Ireland still great place for shysters and scam merchants

Tue, Nov 27, 2012, 00:00

   

The late Larry Hagman gave us the greatest single moment in Irish television history, and it wasn’t in Dallas. In a surreal passage in Charles Haughey’s self-regarding film My Ireland, Hagman, in a JR Ewing-style ten-gallon hat, chats with the great leader at a racecourse. Suddenly, he reaches into his pocket, takes out a dud thousand-dollar bill with JR’s face on it and gives it, with a knowing leer, to Haughey. We knew then that JR was truly one of us. And he’d still be at home here, for this remains a great place for shysters and scam merchants.

Last week, the Labour TD Robert Dowds got figures on conviction rates for white-collar crimes. In the three years after a crash caused in large part by abysmal business ethics, convictions fell dramatically. In 2004, there were 467 convictions for white-collar crimes; in 2010, there were just 178. Is this because the shysters took their fingers out of the till? No – the number of recorded white-collar offences rose by 33 per cent in the same period.

Nine out of 10 known white-collar crimes fail to result in a conviction. In part, this is because there has been no serious effort to create a fraud squad with the expertise to investigate complex cases. The fraud squad has not a single full-time lawyer attached to it and just two qualified accountants.
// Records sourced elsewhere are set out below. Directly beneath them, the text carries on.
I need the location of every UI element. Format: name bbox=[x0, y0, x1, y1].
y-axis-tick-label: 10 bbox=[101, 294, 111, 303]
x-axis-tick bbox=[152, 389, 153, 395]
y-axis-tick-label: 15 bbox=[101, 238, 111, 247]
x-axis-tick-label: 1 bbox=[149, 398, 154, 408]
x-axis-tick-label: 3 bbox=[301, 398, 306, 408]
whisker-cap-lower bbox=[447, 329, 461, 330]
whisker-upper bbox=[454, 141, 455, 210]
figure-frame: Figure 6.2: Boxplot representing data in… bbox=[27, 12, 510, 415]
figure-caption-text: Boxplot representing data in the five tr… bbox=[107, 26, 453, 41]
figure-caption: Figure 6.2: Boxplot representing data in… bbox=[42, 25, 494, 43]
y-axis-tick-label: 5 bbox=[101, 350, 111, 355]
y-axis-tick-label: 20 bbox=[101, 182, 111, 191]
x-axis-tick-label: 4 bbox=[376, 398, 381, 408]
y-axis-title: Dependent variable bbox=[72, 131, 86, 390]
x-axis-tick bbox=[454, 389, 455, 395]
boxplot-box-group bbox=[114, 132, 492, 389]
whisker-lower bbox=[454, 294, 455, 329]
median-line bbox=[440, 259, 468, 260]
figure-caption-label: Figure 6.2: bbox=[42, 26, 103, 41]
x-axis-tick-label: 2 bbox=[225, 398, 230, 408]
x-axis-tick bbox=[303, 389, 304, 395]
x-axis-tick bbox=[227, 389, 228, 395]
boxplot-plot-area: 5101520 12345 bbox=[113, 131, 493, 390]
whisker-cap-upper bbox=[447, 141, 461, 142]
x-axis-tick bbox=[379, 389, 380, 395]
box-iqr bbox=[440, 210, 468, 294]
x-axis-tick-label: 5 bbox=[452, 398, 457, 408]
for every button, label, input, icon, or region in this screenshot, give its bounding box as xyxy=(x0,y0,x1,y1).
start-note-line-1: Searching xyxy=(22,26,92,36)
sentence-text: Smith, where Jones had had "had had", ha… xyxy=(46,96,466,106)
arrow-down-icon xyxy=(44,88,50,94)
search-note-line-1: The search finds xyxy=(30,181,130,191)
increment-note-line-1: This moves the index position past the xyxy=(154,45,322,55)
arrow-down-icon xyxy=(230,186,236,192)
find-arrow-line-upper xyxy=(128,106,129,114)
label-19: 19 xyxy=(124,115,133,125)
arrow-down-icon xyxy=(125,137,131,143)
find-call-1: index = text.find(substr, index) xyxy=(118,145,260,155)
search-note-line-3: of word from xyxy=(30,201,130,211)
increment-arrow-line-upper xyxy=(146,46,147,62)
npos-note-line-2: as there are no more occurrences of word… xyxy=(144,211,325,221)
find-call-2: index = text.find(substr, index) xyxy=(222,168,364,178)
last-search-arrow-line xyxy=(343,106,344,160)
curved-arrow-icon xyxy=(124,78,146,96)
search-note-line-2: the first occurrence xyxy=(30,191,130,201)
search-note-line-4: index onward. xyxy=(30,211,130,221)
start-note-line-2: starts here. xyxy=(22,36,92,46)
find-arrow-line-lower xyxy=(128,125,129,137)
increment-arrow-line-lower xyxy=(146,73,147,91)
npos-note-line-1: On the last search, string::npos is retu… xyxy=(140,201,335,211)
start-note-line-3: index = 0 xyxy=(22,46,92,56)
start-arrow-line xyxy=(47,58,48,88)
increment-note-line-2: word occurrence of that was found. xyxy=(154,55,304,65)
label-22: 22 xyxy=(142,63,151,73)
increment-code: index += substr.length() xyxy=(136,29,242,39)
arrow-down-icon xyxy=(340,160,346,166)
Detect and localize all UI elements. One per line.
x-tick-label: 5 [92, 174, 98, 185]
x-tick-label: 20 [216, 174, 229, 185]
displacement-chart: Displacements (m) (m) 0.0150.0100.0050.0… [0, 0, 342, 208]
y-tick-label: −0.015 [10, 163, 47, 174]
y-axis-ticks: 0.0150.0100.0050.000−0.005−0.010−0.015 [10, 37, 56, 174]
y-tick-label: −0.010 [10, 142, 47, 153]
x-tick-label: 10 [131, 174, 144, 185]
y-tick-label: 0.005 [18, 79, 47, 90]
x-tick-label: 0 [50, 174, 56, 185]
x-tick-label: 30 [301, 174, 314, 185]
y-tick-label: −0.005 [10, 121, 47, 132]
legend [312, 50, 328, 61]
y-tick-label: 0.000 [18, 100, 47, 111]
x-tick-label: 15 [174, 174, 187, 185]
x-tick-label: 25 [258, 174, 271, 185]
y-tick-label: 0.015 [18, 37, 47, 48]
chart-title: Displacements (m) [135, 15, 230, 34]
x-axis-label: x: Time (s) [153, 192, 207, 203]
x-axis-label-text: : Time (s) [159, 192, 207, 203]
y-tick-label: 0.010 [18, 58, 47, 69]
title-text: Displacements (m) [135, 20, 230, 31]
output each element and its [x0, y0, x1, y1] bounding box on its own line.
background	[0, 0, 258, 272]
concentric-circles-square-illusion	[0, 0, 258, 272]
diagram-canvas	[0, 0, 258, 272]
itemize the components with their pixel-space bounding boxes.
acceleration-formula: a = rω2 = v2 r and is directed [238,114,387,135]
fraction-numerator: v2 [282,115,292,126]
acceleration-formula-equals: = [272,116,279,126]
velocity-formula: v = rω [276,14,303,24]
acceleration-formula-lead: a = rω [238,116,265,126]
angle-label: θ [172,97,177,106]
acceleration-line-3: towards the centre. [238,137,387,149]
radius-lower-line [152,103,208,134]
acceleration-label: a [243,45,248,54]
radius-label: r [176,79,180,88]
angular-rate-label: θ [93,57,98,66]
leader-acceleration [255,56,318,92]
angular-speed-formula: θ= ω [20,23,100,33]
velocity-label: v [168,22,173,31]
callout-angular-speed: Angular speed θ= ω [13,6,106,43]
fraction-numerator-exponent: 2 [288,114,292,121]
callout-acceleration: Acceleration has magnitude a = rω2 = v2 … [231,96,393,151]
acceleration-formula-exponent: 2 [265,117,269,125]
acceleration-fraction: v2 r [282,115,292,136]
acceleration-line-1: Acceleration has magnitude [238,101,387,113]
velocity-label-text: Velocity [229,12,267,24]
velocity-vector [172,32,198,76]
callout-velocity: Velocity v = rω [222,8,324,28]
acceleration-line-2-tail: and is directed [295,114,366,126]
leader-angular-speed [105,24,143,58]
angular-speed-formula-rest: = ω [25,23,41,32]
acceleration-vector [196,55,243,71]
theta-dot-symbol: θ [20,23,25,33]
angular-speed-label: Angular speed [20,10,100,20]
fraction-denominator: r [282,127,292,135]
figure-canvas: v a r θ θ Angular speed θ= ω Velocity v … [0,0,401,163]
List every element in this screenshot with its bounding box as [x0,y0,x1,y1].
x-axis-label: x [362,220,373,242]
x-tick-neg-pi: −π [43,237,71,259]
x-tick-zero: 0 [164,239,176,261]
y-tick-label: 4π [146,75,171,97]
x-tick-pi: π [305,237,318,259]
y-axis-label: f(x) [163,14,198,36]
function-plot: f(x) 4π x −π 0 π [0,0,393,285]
But there’s an even bigger issue here – the state of the law itself. One of the big questions citizens have been asking since the crash is – how come, to adapt a famous statement by Michael McDowell, none of these people ever get to hang their Armani jackets on the back of a cell door in Mountjoy? Any seriously reforming government would have set up a task force to transform Irish corporate law into a powerful protector of the public interest.

Instead, what we have is the continuation of a beast called the Corporate Law Review Group. This is a statutory body, made up of fine and worthy people with considerable expertise and undoubted integrity, most of them from the legal and corporate worlds. And it is a long-running disaster.

The CLRG is headed by Thomas Courtney, a corporate lawyer with the ubiquitous Arthur Cox legal firm. He is a highly distinguished and capable man. But he operates within a mentality that makes it almost impossible for the CLRG to react to the scale and toxicity of white-collar crime in Ireland.

Firstly, the brief of the CLRG is and continues to be a classic expression of the boomtime creed of “light-touch” regulation. Its mission statement is to “promote enterprise, facilitate commerce, simplify the operation of the Companies Acts, enhance corporate governance and encourage commercial probity”. Note the order of priorities – the CLRG is to serve “commerce” and “enterprise” first, probity second.